The grants will advance the public health workforce in the Atlanta area, establish a mobile health presence in South Georgia and Atlanta, increase the numbers of clinical nursing faculty and preceptors in the Southeast, and prepare students and practicing nurses to advance culturally sensitive acute care in Atlanta communities.

The projects will be part of the community programming work of the School of Nursing’s Lillian Carter Center for Global Health and Social Responsibility, charged with helping improve the health of vulnerable people worldwide through nursing education, research, practice and policy.

“The community is where much of care happens, and this funding will play a tremendous role in preparing our future nurse leaders to serve communities,” says Linda McCauley, PhD, RN, FAAN, dean of the School of Nursing. We have a responsibility to be part of the solution of making sure every individual has access to care, and we are grateful for such a breadth and depth of funding to bolster this work.”

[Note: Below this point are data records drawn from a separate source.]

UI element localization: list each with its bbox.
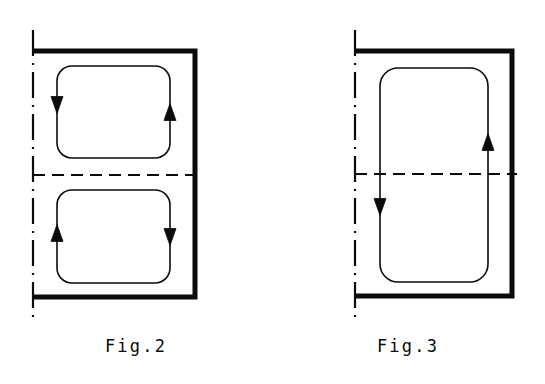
arrow-upper-right-icon — [164, 104, 176, 121]
figure-caption-fig-2: Fig.2 — [0, 336, 272, 356]
arrow-lower-right-icon — [164, 229, 176, 246]
figure-drawing-fig-2 — [0, 0, 272, 330]
figure-panel-fig-3: Fig.3 — [272, 0, 544, 384]
figure-panel-fig-2: Fig.2 — [0, 0, 272, 384]
arrow-lower-left-icon — [51, 225, 63, 242]
figure-drawing-fig-3 — [272, 0, 544, 330]
figure-sheet: Fig.2 Fig.3 — [0, 0, 545, 384]
upper-flux-loop — [57, 66, 170, 158]
arrow-left-icon — [374, 199, 386, 216]
figure-caption-fig-3: Fig.3 — [272, 336, 544, 356]
lower-flux-loop — [57, 190, 170, 283]
arrow-right-icon — [482, 134, 494, 151]
arrow-upper-left-icon — [51, 97, 63, 114]
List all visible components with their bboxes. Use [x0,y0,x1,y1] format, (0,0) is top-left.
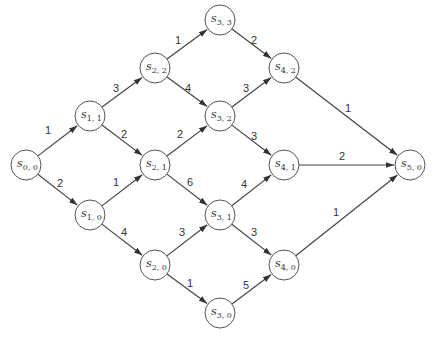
edge-weight-label: 2 [177,128,183,140]
edge-s20-s31 [167,225,207,256]
edge-weight-label: 2 [121,128,127,140]
node-s00: s0, 0 [11,150,41,180]
edge-weight-label: 1 [345,102,351,114]
node-s32: s3, 2 [205,101,235,131]
edge-weight-label: 2 [339,150,345,162]
edge-s22-s33 [167,30,207,60]
edge-weight-label: 4 [121,226,127,238]
nodes-layer: s0, 0s1, 1s1, 0s2, 2s2, 1s2, 0s3, 3s3, 2… [11,5,425,328]
arrow-icon [296,77,397,155]
arrow-icon [167,225,207,256]
node-s31: s3, 1 [205,200,235,230]
stage-graph-diagram: 123214142631233435121 s0, 0s1, 1s1, 0s2,… [0,0,432,337]
edge-s30-s40 [232,275,271,304]
arrow-icon [232,78,271,107]
node-s22: s2, 2 [140,53,170,83]
edge-s42-s50 [296,77,397,155]
edge-weight-label: 5 [243,279,249,291]
edge-weight-label: 1 [175,34,181,46]
edge-s00-s11 [38,126,77,156]
edge-weight-label: 2 [57,177,63,189]
edge-weight-label: 1 [333,206,339,218]
node-s40: s4, 0 [269,250,299,280]
edge-weight-label: 3 [179,226,185,238]
node-s50: s5, 0 [395,150,425,180]
node-s42: s4, 2 [269,53,299,83]
node-s30: s3, 0 [205,298,235,328]
arrow-icon [38,126,77,156]
edges-layer [38,29,398,304]
edge-weight-label: 3 [243,82,249,94]
arrow-icon [167,126,207,156]
edge-s21-s32 [167,126,207,156]
edge-weight-label: 1 [45,124,51,136]
edge-s32-s42 [232,78,271,107]
arrow-icon [232,175,272,206]
edge-weight-label: 1 [113,176,119,188]
node-s20: s2, 0 [140,250,170,280]
node-s10: s1, 0 [75,200,105,230]
arrow-icon [232,275,271,304]
edge-s40-s50 [296,175,398,256]
node-s11: s1, 1 [75,101,105,131]
arrow-icon [296,175,398,256]
edge-s31-s41 [232,175,272,206]
arrow-icon [102,175,142,206]
edge-weight-label: 6 [187,176,193,188]
node-s33: s3, 3 [205,5,235,35]
node-s21: s2, 1 [140,150,170,180]
edge-s10-s21 [102,175,142,206]
edge-s11-s22 [102,78,142,108]
arrow-icon [102,78,142,108]
edge-weight-label: 2 [251,34,257,46]
edge-weight-label: 4 [241,178,247,190]
edge-weights-layer: 123214142631233435121 [45,34,351,291]
edge-weight-label: 1 [187,277,193,289]
node-s41: s4, 1 [269,150,299,180]
edge-weight-label: 3 [113,82,119,94]
edge-weight-label: 3 [251,130,257,142]
edge-weight-label: 3 [251,226,257,238]
edge-weight-label: 4 [185,82,191,94]
arrow-icon [167,30,207,60]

Supporting the community health workforce

A $3 million, three-year HRSA grant will create the Atlanta Region Community Health Workforce Advancement (ARCHWAy) program, which aims to expand and support the work of community health workers (CHW) including health educators, community organizers, capacity builders and care delivery team members.

In a recent health care ranking of the nation’s top 20 cities, Atlanta ranked second to last for health cost, quality and access. Meanwhile, Atlanta is the eighth largest metropolitan statistical area in the nation but is not among the 10 metro areas with the highest CHW employment, according to the U.S. Bureau of Labor Statistics.

The program will address these challenges by providing a 12-week training program for new and existing CHWs, coupled with recruitment and retention initiatives such as field placements, tuition support/stipends, job placement and wrap-around services including early care and education, financial literacy support and mentoring. The training will feature simulated experiences and hands-on learning involving topics such as patient advocacy, community outreach, service coordination, health promotion, emergency response, and heart disease, stroke and HIV prevention and treatment.

Beth Ann Swan, PhD, RN, FAAN, associate dean and vice president for academic practice partnerships at the School of Nursing, received the grant and will be directing the program. This program is supported by HRSA as part of an award totaling $3 million with 0.05 percent financed with non-governmental sources.

Making health care mobile

Mobile health benefiting underserved communities is the focus of the more than $3.9 million, four-year “Nurse Education, Practice Quality and Retention - Mobile Health Training Program” grant.

With the funding, the School of Nursing will establish the Emory in MOTION mobile health program, which will provide two nurse-led mobile health units serving South Georgia and the Atlanta area and allow Emory nursing students from diverse backgrounds to gain clinical experience while providing care on the units.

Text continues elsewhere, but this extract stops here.